Roger Nusbaum said...

while bond yields continue to drop?

if you are talking about this as in indication of deflation then what type of deflation might the bond market be worried about?

Lack of demand causing prices to drops would be bad but I think the bigger threat right here right now is debt deflation. The bear case for commercial real estate as I understand it is that short term paper needs to be rolled forward but asset prices have dropped. What will someone do if they have to roll $100 million forward on an asset worth $75 million?

redsox11 said...

I agree that deflation looks like the bigger risk (vs inflation) but that's not what the commodity markets have been saying over the past month or so.

all (most) commodities are screaming higher....oil, copper, grains, gold, silver.....the commodity markets are saying inflation is the bigger risk.

we know the bond market is pricing in qe2, probably for the nov meeting. i wonder how much of the buying right now is speculators getting ahead of the fed. thats fine for now, but when that ends, or if inflation picks up (based on what commodities are telling us) watch out...

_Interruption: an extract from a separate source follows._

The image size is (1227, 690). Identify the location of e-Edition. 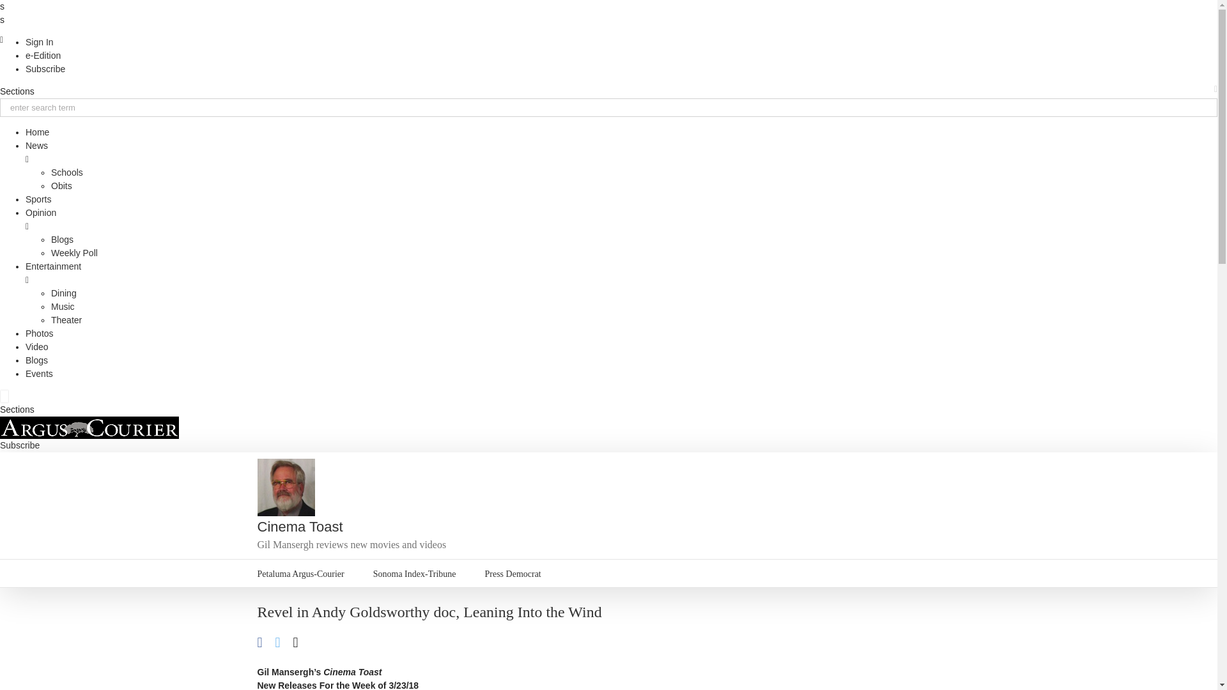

just my 2 cents, but this is starting to look like the classic blow up scenario. retail investors pile into a segment, fundamentals start to not make sense and next thing you know, the whole segment blows up

Stephen Drone said...

Are commodities screaming inflation? Or are they screaming bubble?

We're in the middle of the corn harvest. Odds are corn is reacting to news on the harvest.

redsox11 said...

stephen - i'd agree if it was only corn. what about gold, silver, oil (not to the same extend), cotton, cocoa, oats, lumber, wheat, copper.....

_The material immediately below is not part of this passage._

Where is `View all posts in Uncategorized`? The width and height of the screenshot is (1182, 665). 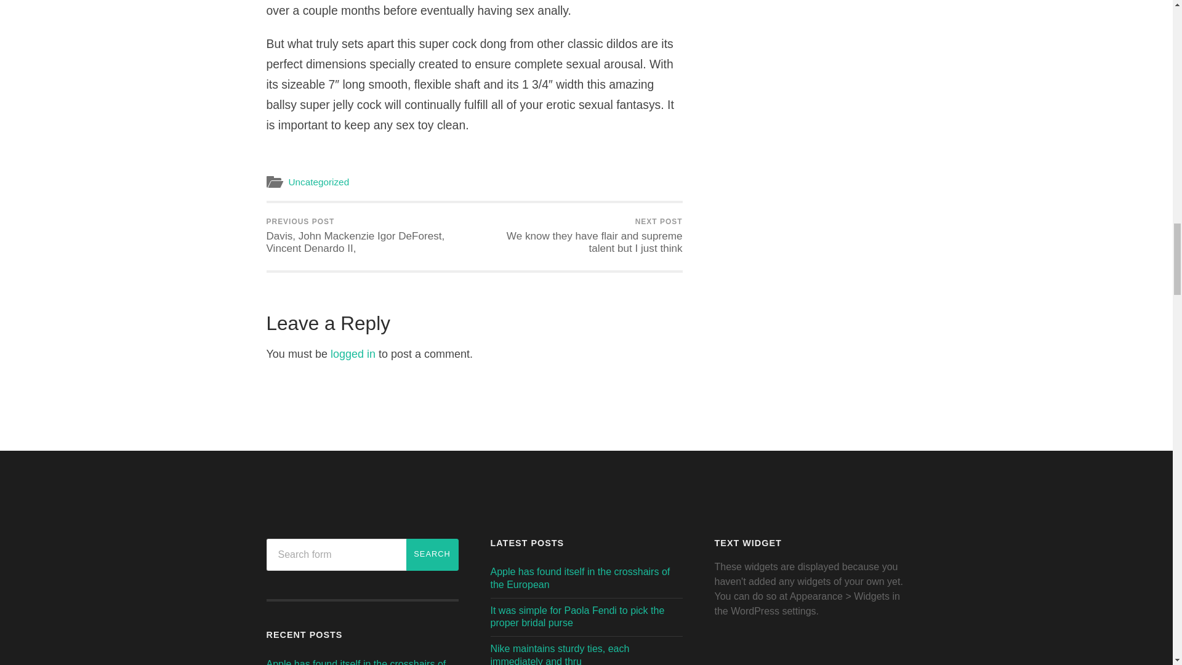
View all posts in Uncategorized is located at coordinates (318, 182).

a ton of these went lock limit up today.

something just seems very off with these markets. guess thats what will happend when the fed is dumping trillions in....

RW said...

With 75% of government revenue coming from oil, Alaska and the APF would probably be better off hiring the finance minister of Saudi Arabia. I'm only half kidding too.

As to inflation, that is a normalized rise in the general price level so the price trends of individual items, assets, commodities, etc are not particularly meaningful because there are usually offsetting drops in the prices of other items, alternative or substitute items, reversals in trend, etc.

And too most commodity markets are very small, smaller than equity markets for the most part. So even taken all together commodity markets are basically dwarfed by the market for federal government debt even before you add all the rest of the bond markets. IOW moving a commodity market such as corn, cotton or silver is relatively easy, a single big player can do it (and has); moving the bond markets is another matter entirely, central banks and national governments can (and do) hit that wall and bounce.

This doesn't make bond markets inherently better predictors and its certainly true the demand for safe assets has more than one motivation but, regardless, there is a lot more weight behind the bond market 'opinion' and since that's pretty much what moves markets more generally, well ...

To be honest though if we weren't against the zero-interest rate boundary (limited traction for central bank action) and if the deficit-hawk position was growing politically weaker rather than stronger (lower chance of strong fiscal response or direct jobs support) I'd probably be a contrarian here: Short the USD with a good selection of longer commodity positions, oil and softs in particular; as things stand now though I only swing trade these, short-term and on a hair trigger. FWIW

Anonymous said...

FWIW RW seemed to rail against me when I said this would be a jobless recovery. His current advice does not seem any better IMO

Go with this cylcical bull for now IMO

WH said...

Agricultural commodity prices are currently (over?)reacting to supply/demand fundamentals. Watch out, the old saying is buy the rumor, sell the fact.